Shame
Directed by Steve McQueen
with Michael Fassbender, Carey Mulligan, James Badge Dale
2011
There is only one thing more surprising than Steve McQueen’s talent: its effortlessness.
Shame portrays the life of Brandon, a successful New Yorker in his thirties, who spends his life between a busy office high up in a skyscraper, a neat modern flat and swanky nightclubs. Behind the elegant, reserved and successful persona he maintains in public there is however a sex addict. The unexpected arrival of his rootless sister Sissy seems to unravel Brandon ’s work-sex routine in an unwelcomed, and yet perhaps secretly desired way. Her call for affection, help and attention disturbs Brandon ’s materialistic, lonely and detached approach to women in a way that intensifies, as much as it questions, his sexual compulsions. Almost verging onto the tragedy, the movie nevertheless ends with a ray of hope.
The script, co-written by McQueen and Abi Morgan, is a beautiful exercise in balance between frankness and respect. In their directness, the scenes do not spare the viewer, and yet judgement is avoided. Shame builds up like a wave: from the small, unsettling hints of Brandon ’s daily routine at the beginning, to his final, giddy run into perdition, the viewer is slowly drawn into a hellish and growing vortex of compulsion and void. But while sex should be about pleasure, Brandon is someone who suffers. Many of the sex sequences are introduced as flashbacks in the character’s mind: as some bewildering reminiscences of a life that happens out of his control.
Michael Fassbender subtly captures the reality of a person who is both the partner in crime and the victim of his own addictions. He gave to the character a powerful presence, letting leak through however all his weakness. In the sex scenes, Fassbender remarkably explores the thin line which divides pleasure and pain, orgasm and agony: often a shadow merges the mark of ecstasy on his face into a deadly mask of anguish and misery. Carey Mulligan, in the role of the sister, perfectly recreates the image of an exuberant, lively bohemian girl, who is in reality lost and hurt. In her rendering of the character, Mulligan works perfectly in accordance with Fassbender, amplifying Brandon ’s inner feelings. Her performance of New York New York creates an oasis of sincerity in the movie. The blues arrangement gives to the lyrics a new significance and makes them sinisterly resonate with the life of both Brandon and Sissy.
The greater success of the movie is to make the audience sympathize with Brandon . Just as you witness to his perdition, you wait for his redemption. His perversions do not fully obfuscate his human side: when he finds himself impotent with the only woman he actually knows it is a personal, as well as physical failure. Through the character of the sister, and subtly along the movie, it is suggested that a dark past is what lingers on the two siblings, implying that Shame is not as much a movie about sin, as it is about atonement. Redeeming sex-addiction from the sphere of lust, immorality and taboo, Shame shows its engaged dimension, treating sex-addiction as a serious malaise which deserves attention.
The movie, however, escapes any preaching tone, asserting above all its artistic and poetic dimension. The New York setting is used at its best in order to swiftly mixing the trivial and base with the glittering and glamorous. The soundtrack, in which J.S. Bach figures prominently, gives to certain scenes an epic, remote quality powerfully in disaccord with Brandon ’s base and materially sensorial actions.
With Shame, McQueen reassessed, after Hunger, his ability to dissolve the most violent and dense scenes into poignant abstract images of moving lines and colours. The sequence of the threesome is a real visual bliss: a vibration of curves, lines and golden light which deploys itself in front of our eyes with violence, elegance and beautiful sadness.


* _Goal of the exercise_
Look through the entries and count each line that includes the string "loop". Reply with the number alone.

•••••

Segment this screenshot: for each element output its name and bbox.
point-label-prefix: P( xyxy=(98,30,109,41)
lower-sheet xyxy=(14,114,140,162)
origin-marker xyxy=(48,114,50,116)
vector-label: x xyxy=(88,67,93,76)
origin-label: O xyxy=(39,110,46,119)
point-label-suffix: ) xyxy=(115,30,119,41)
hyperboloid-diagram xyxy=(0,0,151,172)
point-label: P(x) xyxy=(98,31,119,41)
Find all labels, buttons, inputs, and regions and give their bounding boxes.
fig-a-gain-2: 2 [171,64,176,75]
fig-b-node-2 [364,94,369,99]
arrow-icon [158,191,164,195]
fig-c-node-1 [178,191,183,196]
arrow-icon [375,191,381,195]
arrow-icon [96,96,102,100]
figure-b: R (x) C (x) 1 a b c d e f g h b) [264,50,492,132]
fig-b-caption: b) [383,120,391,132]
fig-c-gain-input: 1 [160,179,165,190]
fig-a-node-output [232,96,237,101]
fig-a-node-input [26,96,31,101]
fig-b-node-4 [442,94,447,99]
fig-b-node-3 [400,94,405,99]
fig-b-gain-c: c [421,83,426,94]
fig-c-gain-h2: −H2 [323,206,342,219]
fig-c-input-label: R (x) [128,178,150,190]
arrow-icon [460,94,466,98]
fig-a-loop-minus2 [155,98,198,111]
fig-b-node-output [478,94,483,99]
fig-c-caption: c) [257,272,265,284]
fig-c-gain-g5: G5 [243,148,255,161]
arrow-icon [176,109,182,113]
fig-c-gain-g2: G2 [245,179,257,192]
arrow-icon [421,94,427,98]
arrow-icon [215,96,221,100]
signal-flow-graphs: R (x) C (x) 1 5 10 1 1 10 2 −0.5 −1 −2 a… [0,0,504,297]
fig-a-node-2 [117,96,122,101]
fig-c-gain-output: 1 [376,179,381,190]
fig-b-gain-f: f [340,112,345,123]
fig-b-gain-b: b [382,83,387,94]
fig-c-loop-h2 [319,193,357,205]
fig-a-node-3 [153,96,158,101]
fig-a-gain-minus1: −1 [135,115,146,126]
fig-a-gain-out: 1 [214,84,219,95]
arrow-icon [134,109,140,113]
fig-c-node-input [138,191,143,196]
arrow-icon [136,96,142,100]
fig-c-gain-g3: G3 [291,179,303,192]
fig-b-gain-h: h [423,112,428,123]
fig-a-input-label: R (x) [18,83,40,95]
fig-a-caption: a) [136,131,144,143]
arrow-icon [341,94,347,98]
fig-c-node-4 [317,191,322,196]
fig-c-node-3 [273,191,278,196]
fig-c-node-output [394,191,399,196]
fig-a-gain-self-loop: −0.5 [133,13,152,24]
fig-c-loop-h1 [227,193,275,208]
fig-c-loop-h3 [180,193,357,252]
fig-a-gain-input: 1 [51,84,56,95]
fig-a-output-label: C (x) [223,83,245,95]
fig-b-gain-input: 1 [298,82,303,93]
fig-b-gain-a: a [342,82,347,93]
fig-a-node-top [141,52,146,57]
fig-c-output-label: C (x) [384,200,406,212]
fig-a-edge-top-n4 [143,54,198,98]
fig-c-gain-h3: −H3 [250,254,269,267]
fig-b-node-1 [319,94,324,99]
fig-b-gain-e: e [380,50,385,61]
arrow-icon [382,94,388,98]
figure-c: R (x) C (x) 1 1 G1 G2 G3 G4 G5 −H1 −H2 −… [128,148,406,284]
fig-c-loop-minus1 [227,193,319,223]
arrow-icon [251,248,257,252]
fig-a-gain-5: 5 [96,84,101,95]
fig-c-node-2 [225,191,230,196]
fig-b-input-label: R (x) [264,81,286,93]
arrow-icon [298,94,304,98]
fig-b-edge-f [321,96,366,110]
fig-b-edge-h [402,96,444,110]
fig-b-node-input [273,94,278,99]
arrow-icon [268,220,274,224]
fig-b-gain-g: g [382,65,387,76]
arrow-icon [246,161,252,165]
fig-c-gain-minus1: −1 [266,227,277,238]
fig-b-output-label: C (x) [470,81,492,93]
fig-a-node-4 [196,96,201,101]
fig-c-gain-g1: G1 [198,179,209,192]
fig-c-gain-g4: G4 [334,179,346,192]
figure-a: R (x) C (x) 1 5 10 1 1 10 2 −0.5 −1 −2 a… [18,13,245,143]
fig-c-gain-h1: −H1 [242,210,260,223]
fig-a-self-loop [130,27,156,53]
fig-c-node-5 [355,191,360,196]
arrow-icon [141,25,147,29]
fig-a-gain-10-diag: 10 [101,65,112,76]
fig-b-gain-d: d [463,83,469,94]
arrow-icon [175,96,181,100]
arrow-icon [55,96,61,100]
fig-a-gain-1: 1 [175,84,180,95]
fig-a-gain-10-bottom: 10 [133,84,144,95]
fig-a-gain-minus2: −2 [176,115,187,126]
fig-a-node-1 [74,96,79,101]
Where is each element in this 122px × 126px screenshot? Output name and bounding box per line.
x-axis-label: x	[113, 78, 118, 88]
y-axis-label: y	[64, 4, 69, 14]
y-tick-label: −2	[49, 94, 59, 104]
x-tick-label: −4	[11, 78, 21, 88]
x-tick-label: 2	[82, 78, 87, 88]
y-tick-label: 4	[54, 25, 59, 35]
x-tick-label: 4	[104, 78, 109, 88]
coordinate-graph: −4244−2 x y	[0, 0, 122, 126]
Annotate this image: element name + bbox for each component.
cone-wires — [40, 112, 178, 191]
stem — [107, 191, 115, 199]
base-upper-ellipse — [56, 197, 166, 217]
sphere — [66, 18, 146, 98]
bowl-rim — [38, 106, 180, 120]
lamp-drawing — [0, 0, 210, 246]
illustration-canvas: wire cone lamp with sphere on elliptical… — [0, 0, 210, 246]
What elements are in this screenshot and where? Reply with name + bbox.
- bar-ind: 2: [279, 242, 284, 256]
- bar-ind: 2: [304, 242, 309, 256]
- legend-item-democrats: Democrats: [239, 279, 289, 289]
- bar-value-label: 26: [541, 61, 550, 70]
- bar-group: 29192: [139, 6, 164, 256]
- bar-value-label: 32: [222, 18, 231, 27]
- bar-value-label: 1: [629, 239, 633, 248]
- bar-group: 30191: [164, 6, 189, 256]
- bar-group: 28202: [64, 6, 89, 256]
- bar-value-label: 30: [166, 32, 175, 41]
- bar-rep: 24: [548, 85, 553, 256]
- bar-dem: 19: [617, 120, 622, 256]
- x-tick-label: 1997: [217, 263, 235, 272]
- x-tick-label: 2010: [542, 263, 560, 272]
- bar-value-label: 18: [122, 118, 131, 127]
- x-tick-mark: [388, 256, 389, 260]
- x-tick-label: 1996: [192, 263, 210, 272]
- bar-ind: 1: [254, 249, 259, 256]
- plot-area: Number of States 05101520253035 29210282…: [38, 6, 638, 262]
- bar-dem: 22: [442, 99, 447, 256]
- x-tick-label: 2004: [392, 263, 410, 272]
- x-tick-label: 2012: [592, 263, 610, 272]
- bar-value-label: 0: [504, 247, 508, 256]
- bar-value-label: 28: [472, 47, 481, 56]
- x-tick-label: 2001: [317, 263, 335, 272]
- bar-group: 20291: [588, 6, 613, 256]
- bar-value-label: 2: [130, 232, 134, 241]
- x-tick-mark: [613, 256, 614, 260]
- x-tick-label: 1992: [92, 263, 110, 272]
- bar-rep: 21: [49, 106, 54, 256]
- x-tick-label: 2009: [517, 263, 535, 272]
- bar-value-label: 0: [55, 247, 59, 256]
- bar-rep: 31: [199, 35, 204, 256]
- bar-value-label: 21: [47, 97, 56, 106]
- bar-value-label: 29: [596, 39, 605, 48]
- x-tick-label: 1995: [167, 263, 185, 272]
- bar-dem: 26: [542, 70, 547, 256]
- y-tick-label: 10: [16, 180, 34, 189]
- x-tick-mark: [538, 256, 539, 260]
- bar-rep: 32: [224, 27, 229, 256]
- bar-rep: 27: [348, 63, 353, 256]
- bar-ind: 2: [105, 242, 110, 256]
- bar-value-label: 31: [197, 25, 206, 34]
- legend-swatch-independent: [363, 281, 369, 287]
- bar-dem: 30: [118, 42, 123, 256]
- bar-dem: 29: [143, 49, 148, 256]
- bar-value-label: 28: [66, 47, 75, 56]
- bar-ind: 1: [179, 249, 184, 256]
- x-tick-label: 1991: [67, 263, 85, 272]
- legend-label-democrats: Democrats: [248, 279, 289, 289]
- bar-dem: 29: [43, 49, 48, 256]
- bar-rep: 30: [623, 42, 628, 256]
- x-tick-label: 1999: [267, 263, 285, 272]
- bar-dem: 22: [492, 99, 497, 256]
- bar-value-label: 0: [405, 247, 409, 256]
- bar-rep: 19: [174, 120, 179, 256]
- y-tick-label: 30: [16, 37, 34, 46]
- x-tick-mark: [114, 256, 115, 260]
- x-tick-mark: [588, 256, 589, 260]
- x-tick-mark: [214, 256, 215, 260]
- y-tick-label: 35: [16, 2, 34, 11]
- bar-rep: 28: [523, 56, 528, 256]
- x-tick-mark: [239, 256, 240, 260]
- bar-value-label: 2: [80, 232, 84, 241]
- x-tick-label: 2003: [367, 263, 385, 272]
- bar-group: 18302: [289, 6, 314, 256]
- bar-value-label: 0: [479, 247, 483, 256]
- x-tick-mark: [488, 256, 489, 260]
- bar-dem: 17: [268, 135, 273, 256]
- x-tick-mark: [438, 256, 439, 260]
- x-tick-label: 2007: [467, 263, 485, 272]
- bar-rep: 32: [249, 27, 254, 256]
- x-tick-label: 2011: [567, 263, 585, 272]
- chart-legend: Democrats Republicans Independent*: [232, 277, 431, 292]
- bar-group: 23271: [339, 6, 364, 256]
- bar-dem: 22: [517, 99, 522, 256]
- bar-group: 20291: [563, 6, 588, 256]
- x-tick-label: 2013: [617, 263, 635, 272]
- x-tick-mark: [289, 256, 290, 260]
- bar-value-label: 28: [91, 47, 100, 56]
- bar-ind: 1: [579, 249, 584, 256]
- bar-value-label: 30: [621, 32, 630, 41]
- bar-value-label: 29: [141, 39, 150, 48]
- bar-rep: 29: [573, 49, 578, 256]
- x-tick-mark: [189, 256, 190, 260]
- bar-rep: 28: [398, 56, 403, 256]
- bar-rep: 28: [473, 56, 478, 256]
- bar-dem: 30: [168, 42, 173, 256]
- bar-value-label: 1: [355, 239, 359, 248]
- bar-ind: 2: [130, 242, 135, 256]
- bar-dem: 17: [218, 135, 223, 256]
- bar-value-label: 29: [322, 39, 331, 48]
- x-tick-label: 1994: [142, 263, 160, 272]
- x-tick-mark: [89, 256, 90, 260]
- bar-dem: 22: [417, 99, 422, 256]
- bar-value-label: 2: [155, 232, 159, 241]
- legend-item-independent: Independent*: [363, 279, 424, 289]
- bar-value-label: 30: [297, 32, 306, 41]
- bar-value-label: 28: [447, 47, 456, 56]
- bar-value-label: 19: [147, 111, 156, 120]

•••••

* _Written solution_
7